At the library, she found Lewis Braudel all over the place: Harper’s and the Century, McClure’s and Collier’s. Politics; some cruel profiles; talk of the West as a colony, no better or worse than Algeria, India, or King Leopold’s Congo; an amusing piece contrasting insanity diagnoses in a rich Scottish immigrant and a poor Irish one; some non-patronizing humor in a profile of female explorers; an essay on Italian restaurants that made her like him too much. She’d read some of these articles without recognizing his name, especially a humor piece called “The Grand Tour of Health,” which might have been a profile of Walton. She tried to settle on an opinion, beyond the notion that he wrote well but used too many adverbs. He was a bit of a socialist, though one who seemed fond of certain luxuries. He was not bland.

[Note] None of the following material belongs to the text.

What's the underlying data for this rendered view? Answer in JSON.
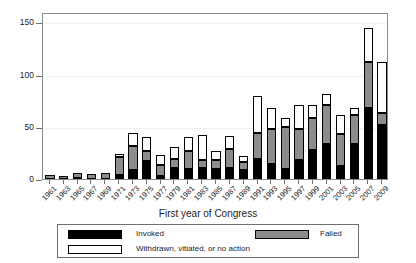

In the Enterprise, to the right of enormous losses around mukden, she skimmed the news of the stabbing, then landed on a second article:
Identity of Girl Still Unknown
The body of a girl discovered along the train tracks west of our city remains unclaimed. The corpse had been sent north to Great Falls, to be viewed by a family seeking a missing daughter, but these hopes were dashed last week. Her presence has now been requested in Billings; we wonder how much longer she can tour. She is described as being between the ages of twenty and thirty, of medium height and weight, with dark brown hair. Mr. Siegfried Durr, at 117 North Main, has photographs available for viewing, if any citizen feels they might recognize the girl. The pictures have been artfully framed to spare the viewer’s sensibilities.
If the girl is not identified, the body will proceed to the Poor Farm cemetery.
Buck up, thought Dulcy. You’re not dead. And she realized, finally, that she was no longer willing to be dead to disappear, even in the middle of the night, even if Victor was close to knowing where she hid.
Back at the hotel, Irina waved a note: Mrs. Nash’s house offer had been accepted.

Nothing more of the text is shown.